Author of six books on the nation’s highest legal authority, Perry is more than just a Supreme Court expert — she’s a Supreme Court junkie. And while she predicts that Sotomayor will be confirmed, she confesses to being somewhat underwhelmed by her judicial presence.

“With the exception of John Roberts, you would be hard-pressed to top anyone on the court who has the credentials of Sotomayor,” Perry said, “but I’ve been disappointed with her writing style and also with her oral performance.”

Moreover, Perry pointed out, Sotomayor’s now-notorious “wise Latina woman” comment in several of her speeches — “I would hope that a wise Latina woman with the richness of her experiences would, more often than not, reach a better conclusion” — showed poor judgment.

“As the highest-ranking person of Latino descent on the federal bench, it was obvious that she would be among the frontrunners the next time there was a vacancy. Given that, she should have been more careful as to what she said publicly.”

All that aside, however, Perry feels confident that Sotomayor will eventually step up on the bench to replace the retiring David Souter.

“The math is in her favor, barring some sort of meltdown,” Perry said.

Perry’s books on the court include “The Supremes: An Introduction to the United States Supreme Court Justices,” “The Priestly Tribe: The Supreme Court’s Image in the American Mind,” “A Representative Supreme Court: The Impact of Race, Religion and Gender on Appointments” and (with Henry Abraham) “Freedom and the Courts: Civil Rights and Liberties in the United States.”

Now, she’s working on a fifth, “Catholics and the Supreme Court,” juggling it with yet another book: “Rose: Mother of the Kennedy Image.”

“I tried to use the Catholic idea for my Ph.D. thesis,” Perry said with a laugh, “and my adviser said he didn’t think it was very interesting. So I did something else. Now, I’ve been interviewed several times on CNN about that very topic. I had to smile to myself.”

If Sotomayor is confirmed, Perry pointed out, Catholics would have a 6-3 majority on the court.

“That’s remarkable,” she said, “when you consider it wasn’t that long ago that John F. Kennedy’s Catholicism was an issue.”

In theory, each Supreme Court appointment is supposed to go to the best-qualified jurist in a very deep pool of candidates. That, of course, has never been the case.

For openers, no president is going to nominate a Supreme Court candidate with different views than his own. Beyond that, as Perry has pointed out, there is the desire to make the court more representative (with its accompanying political motivations).
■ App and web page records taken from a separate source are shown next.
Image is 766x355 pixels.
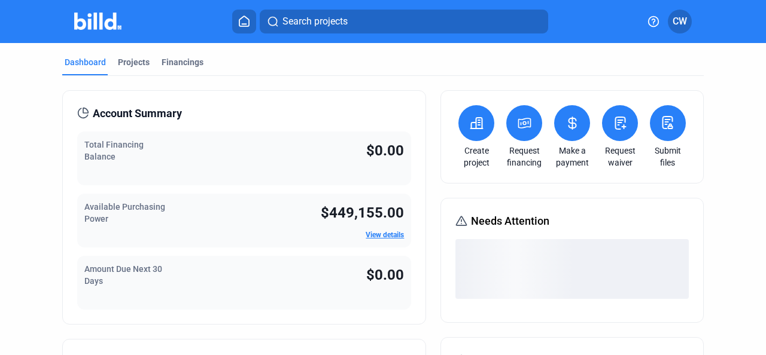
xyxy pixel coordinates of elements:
[471,213,549,230] span: Needs Attention
[161,56,203,68] div: Financings
[260,10,548,33] button: Search projects
[455,145,497,169] a: Create project
[65,56,106,68] div: Dashboard
[84,264,162,286] span: Amount Due Next 30 Days
[74,13,121,30] img: Billd Company Logo
[282,14,347,29] span: Search projects
[366,142,404,159] span: $0.00
[84,140,144,161] span: Total Financing Balance
[667,10,691,33] button: CW
[599,145,641,169] a: Request waiver
[672,14,687,29] span: CW
[365,231,404,239] a: View details
[321,205,404,221] span: $449,155.00
[84,202,165,224] span: Available Purchasing Power
[366,267,404,283] span: $0.00
[503,145,545,169] a: Request financing
[118,56,150,68] div: Projects
[455,239,688,299] div: loading
[551,145,593,169] a: Make a payment
[93,105,182,122] span: Account Summary
[646,145,688,169] a: Submit files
Ronald Reagan, for example, tried to combat a “gender gap” problem by choosing Sandra Day O’Connor with his first appointment.

“At one time, there was a Catholic seat and a Jewish seat,” Perry said. “If a Catholic justice left, the tendency was to pick another Catholic.”
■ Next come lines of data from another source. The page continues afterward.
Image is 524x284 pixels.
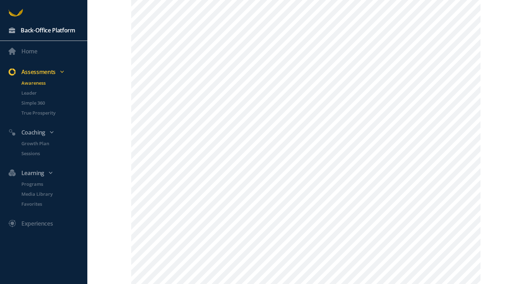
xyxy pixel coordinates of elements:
[21,191,86,198] p: Media Library
[4,168,90,178] div: Learning
[21,219,53,228] div: Experiences
[13,89,87,97] a: Leader
[21,79,86,87] p: Awareness
[13,191,87,198] a: Media Library
[21,26,75,35] div: Back-Office Platform
[13,201,87,208] a: Favorites
[13,150,87,157] a: Sessions
[21,99,86,106] p: Simple 360
[4,67,90,77] div: Assessments
[4,128,90,137] div: Coaching
[21,201,86,208] p: Favorites
[13,79,87,87] a: Awareness
[21,89,86,97] p: Leader
[13,140,87,147] a: Growth Plan
[21,109,86,116] p: True Prosperity
[13,99,87,106] a: Simple 360
[21,47,37,56] div: Home
[13,181,87,188] a: Programs
[21,150,86,157] p: Sessions
[21,140,86,147] p: Growth Plan
[21,181,86,188] p: Programs
[13,109,87,116] a: True Prosperity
The rising tide of Hispanic voters in this country has made the Sotomayor hearings a minefield for Republican members of the Senate Judiciary Committee. On one hand, it has become almost obligatory to oppose a nominee from the other party. At the same time, no one wants to wind up on a Hispanic enemy’s list.
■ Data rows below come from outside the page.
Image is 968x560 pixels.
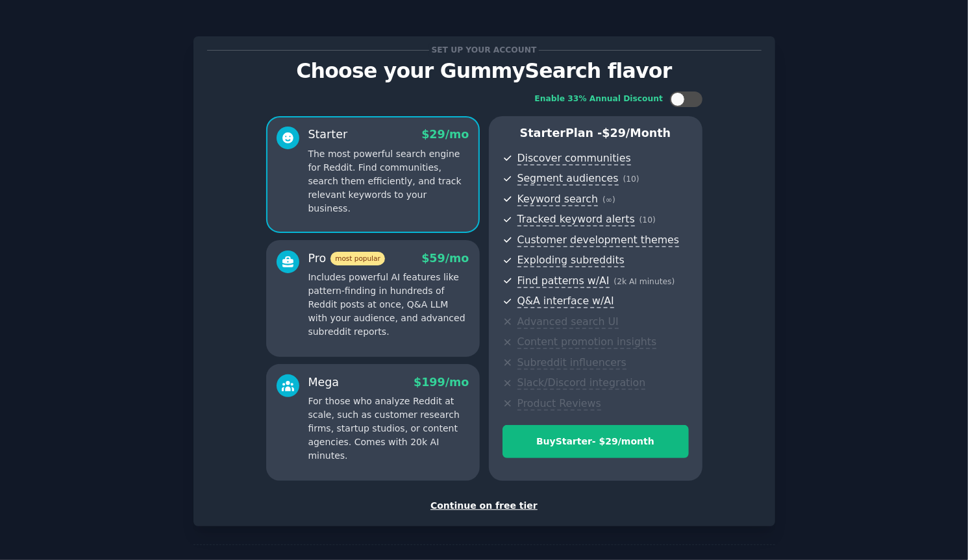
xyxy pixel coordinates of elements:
[330,252,385,266] span: most popular
[414,376,469,389] span: $ 199 /mo
[602,127,671,140] span: $ 29 /month
[623,175,640,184] span: ( 10 )
[308,394,470,462] p: For those who analyze Reddit at scale, such as customer research firms, startup studios, or conte...
[308,147,470,215] p: The most powerful search engine for Reddit. Find communities, search them efficiently, and track ...
[518,213,635,226] span: Tracked keyword alerts
[308,374,339,391] div: Mega
[518,254,624,268] span: Exploding subreddits
[518,336,657,349] span: Content promotion insights
[503,125,689,142] p: Starter Plan -
[518,152,631,166] span: Discover communities
[503,425,689,458] button: BuyStarter- $29/month
[518,315,619,329] span: Advanced search UI
[308,250,385,267] div: Pro
[518,294,614,308] span: Q&A interface w/AI
[429,43,539,57] span: Set up your account
[518,193,599,206] span: Keyword search
[207,499,761,513] div: Continue on free tier
[207,60,761,83] p: Choose your GummySearch flavor
[640,215,656,224] span: ( 10 )
[535,94,664,105] div: Enable 33% Annual Discount
[308,270,470,338] p: Includes powerful AI features like pattern-finding in hundreds of Reddit posts at once, Q&A LLM w...
[518,376,646,390] span: Slack/Discord integration
[421,128,469,141] span: $ 29 /mo
[518,172,619,186] span: Segment audiences
[518,234,680,247] span: Customer development themes
[602,195,615,204] span: ( ∞ )
[518,274,610,288] span: Find patterns w/AI
[421,252,469,265] span: $ 59 /mo
[308,127,348,143] div: Starter
[518,397,601,411] span: Product Reviews
[518,356,627,370] span: Subreddit influencers
[503,435,688,449] div: Buy Starter - $ 29 /month
[614,277,675,286] span: ( 2k AI minutes )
“I think it’s more political than ever before,” Perry said, “and I blame a lot of that on the Internet, 24/7 cable news and talk radio. It’s hard to find unbiased information about the candidate any more, and that leads to polarization.”

Perry did a full hour on the totality of the Sotomayor hearings for “At Issue,“ a Wisconsin Public Radio show, on which she is a regular guest.